More often than not, the Wall Street Journal does an eminenty decent job covering sports, even when it looks overly priggish when it uses courtesy titles with such items ("Mr. Matsui, nicknamed Godzilla....."), something even The NY Times dispenses with.
Still, somebody was asleep at the copy desk, or just plain clueless, while looking over Stephen Barbara's piece about the possible resurgence of my beloved Mets on the back of yesterday's Personal Journal section.
"More colorful advertising is on its way, with Ray Romano reportedly in talks to do a radio spot."
Actually, Steve, it was beyond the talking stage as of March 25, and you can hear the ad whenever you want on http://newyork.mets.mlb.com/NASApp/mlb/news/article.jsp?ymd=20050328&content_id=979551&vkey=news_nym&fext=.jsp&c_id=nym.
"I asked Dave Howard of the Mets marketing team if the Mets ownership will continue to buy expensive players..."
Technically correct, although it makes it seem like he's something less than what he is, which is Executive Vice President of Business Operations. If anything, Howard is the head of the Mets marketing team.
"[T]he Mets have hired Willie Randolph as their coach...."
Wrong-O, Steve-O. Sure, Willie was relegated for far too long as a coach while with the Yankees. But he's the manager now, Mr. Randolph to you.
The coach-manager thing is something Steve Hartman screwed up on "60 Minutes Wednesday" during his otherwise-fun piece on why the Detroit Tigers don't deserve his loyalty anymore. He called the team's manager Alan Trammell "coach" and nobody caught it in the editing room?
It was the only blip during a show that made a strong case for why "60W" should live long and prosper and not be sitting in Moonves Purgatory. The Anderson Cooper segment on football players and steroids rightly drew national headlines, and Dan Rather deftly engaged in some friendly sparring with Jack Welch, although the former GE chieftain had to clam up when asked about his ex-wife. A slip of the tongue there would not have accrued to his bottom line.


■ **Action item**: Everything from the line containing "Detect human face in this image." through the last line of the data below should be set down exactly, and nothing else.
START Source records
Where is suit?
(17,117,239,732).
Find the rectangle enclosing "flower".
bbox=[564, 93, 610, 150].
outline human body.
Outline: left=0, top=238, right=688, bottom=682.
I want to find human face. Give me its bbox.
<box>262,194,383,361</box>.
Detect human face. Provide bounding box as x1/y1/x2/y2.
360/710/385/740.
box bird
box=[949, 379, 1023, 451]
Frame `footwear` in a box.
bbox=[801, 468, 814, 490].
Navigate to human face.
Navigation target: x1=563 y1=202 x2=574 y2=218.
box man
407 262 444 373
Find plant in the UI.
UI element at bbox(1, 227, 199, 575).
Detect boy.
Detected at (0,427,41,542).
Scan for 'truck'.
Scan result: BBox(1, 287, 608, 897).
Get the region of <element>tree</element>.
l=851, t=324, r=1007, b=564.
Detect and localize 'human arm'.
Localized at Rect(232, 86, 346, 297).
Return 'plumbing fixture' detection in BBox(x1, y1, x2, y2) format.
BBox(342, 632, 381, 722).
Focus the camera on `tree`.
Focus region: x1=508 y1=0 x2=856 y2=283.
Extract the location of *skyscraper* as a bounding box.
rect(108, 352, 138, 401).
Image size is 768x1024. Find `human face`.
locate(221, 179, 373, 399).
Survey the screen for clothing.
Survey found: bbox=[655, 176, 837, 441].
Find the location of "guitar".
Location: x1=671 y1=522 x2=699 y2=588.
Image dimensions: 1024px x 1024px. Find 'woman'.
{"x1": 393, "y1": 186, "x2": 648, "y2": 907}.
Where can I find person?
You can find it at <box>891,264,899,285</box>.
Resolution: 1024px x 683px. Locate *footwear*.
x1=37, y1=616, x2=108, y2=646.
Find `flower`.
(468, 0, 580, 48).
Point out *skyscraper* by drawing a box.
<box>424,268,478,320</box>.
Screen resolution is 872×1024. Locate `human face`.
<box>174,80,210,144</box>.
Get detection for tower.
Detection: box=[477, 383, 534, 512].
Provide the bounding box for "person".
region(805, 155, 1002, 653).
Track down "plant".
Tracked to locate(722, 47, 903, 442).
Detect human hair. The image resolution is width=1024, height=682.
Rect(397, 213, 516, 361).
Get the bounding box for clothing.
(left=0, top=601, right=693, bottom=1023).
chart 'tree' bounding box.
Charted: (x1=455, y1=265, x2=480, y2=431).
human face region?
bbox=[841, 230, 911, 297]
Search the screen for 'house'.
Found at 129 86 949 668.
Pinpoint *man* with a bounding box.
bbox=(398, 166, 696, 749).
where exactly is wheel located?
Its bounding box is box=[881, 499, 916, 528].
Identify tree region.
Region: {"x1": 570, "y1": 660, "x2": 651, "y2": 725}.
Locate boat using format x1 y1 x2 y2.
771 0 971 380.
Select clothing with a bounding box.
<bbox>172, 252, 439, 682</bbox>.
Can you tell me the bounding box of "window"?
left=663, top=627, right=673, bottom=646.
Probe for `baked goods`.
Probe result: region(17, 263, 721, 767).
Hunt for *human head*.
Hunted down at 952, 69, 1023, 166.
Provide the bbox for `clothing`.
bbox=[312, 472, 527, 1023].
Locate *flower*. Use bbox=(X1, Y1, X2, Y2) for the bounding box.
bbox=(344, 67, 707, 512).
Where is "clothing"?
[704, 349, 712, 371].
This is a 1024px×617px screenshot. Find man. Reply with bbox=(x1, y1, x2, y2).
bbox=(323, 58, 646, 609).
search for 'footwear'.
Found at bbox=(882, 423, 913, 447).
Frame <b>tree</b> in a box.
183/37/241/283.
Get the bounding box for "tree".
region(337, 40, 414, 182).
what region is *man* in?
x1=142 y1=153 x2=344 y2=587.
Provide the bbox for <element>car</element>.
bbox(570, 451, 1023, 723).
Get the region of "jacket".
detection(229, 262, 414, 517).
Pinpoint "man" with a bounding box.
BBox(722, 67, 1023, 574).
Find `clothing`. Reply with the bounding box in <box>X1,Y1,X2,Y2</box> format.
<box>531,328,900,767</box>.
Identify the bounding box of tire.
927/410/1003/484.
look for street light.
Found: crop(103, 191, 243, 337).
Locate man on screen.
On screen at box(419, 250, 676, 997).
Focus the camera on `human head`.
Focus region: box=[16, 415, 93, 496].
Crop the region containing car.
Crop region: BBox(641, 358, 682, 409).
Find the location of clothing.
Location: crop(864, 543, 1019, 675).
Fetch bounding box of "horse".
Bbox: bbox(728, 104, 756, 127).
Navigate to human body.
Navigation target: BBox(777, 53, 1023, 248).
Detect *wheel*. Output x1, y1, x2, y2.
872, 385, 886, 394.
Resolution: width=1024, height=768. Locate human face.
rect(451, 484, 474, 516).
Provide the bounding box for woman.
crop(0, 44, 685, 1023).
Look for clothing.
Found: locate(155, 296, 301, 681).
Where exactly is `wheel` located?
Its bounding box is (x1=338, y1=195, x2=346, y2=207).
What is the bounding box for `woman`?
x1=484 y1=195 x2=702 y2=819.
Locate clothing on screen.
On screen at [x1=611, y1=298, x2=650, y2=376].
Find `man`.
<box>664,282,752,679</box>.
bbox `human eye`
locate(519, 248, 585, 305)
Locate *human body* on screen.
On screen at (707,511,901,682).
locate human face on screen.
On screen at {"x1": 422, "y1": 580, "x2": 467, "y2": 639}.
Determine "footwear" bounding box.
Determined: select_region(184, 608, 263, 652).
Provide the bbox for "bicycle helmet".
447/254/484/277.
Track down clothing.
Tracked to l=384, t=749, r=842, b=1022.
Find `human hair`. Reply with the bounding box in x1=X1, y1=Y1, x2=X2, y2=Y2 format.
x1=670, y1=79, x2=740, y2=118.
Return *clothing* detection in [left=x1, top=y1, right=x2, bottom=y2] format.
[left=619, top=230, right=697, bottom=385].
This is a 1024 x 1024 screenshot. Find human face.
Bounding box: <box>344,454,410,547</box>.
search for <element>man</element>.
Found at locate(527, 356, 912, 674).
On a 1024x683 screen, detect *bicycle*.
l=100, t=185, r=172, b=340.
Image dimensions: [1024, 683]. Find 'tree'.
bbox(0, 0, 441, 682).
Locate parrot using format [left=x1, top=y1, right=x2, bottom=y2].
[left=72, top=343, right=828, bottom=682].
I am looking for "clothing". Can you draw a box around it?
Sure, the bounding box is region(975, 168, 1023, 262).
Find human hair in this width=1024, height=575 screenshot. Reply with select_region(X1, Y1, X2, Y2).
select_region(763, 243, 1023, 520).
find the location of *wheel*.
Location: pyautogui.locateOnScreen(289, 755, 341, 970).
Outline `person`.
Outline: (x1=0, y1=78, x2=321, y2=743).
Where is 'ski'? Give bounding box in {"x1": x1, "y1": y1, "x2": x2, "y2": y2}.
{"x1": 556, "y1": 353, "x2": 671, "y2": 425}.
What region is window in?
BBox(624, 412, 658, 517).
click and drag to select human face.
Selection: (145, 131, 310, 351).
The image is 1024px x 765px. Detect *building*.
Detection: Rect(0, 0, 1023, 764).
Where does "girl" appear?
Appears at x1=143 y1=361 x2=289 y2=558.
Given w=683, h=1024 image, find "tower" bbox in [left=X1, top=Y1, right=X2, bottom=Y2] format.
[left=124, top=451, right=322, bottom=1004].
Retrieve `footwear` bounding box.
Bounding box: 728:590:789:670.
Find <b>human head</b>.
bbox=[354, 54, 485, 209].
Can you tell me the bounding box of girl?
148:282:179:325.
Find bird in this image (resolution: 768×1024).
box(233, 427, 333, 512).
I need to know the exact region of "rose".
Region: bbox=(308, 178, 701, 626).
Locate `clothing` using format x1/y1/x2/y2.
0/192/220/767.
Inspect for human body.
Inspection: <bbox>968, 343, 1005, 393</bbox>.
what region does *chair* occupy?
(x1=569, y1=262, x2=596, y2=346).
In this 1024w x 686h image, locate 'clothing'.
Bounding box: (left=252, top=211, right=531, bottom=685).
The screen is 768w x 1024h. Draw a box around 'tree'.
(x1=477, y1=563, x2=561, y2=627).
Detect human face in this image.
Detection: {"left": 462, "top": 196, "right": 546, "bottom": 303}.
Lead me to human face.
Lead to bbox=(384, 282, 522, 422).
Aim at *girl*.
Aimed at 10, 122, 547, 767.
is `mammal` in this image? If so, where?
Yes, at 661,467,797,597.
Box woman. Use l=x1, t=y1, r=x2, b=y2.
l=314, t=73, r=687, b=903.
END Source records
■ **Your solution**:
Detect human face in this image.
Detection: {"left": 462, "top": 196, "right": 546, "bottom": 303}.
Lead me to human face.
Lead to bbox=(384, 282, 522, 422).
Aim at *girl*.
Aimed at 10, 122, 547, 767.
is `mammal` in this image? If so, where?
Yes, at 661,467,797,597.
Box woman. Use l=x1, t=y1, r=x2, b=y2.
l=314, t=73, r=687, b=903.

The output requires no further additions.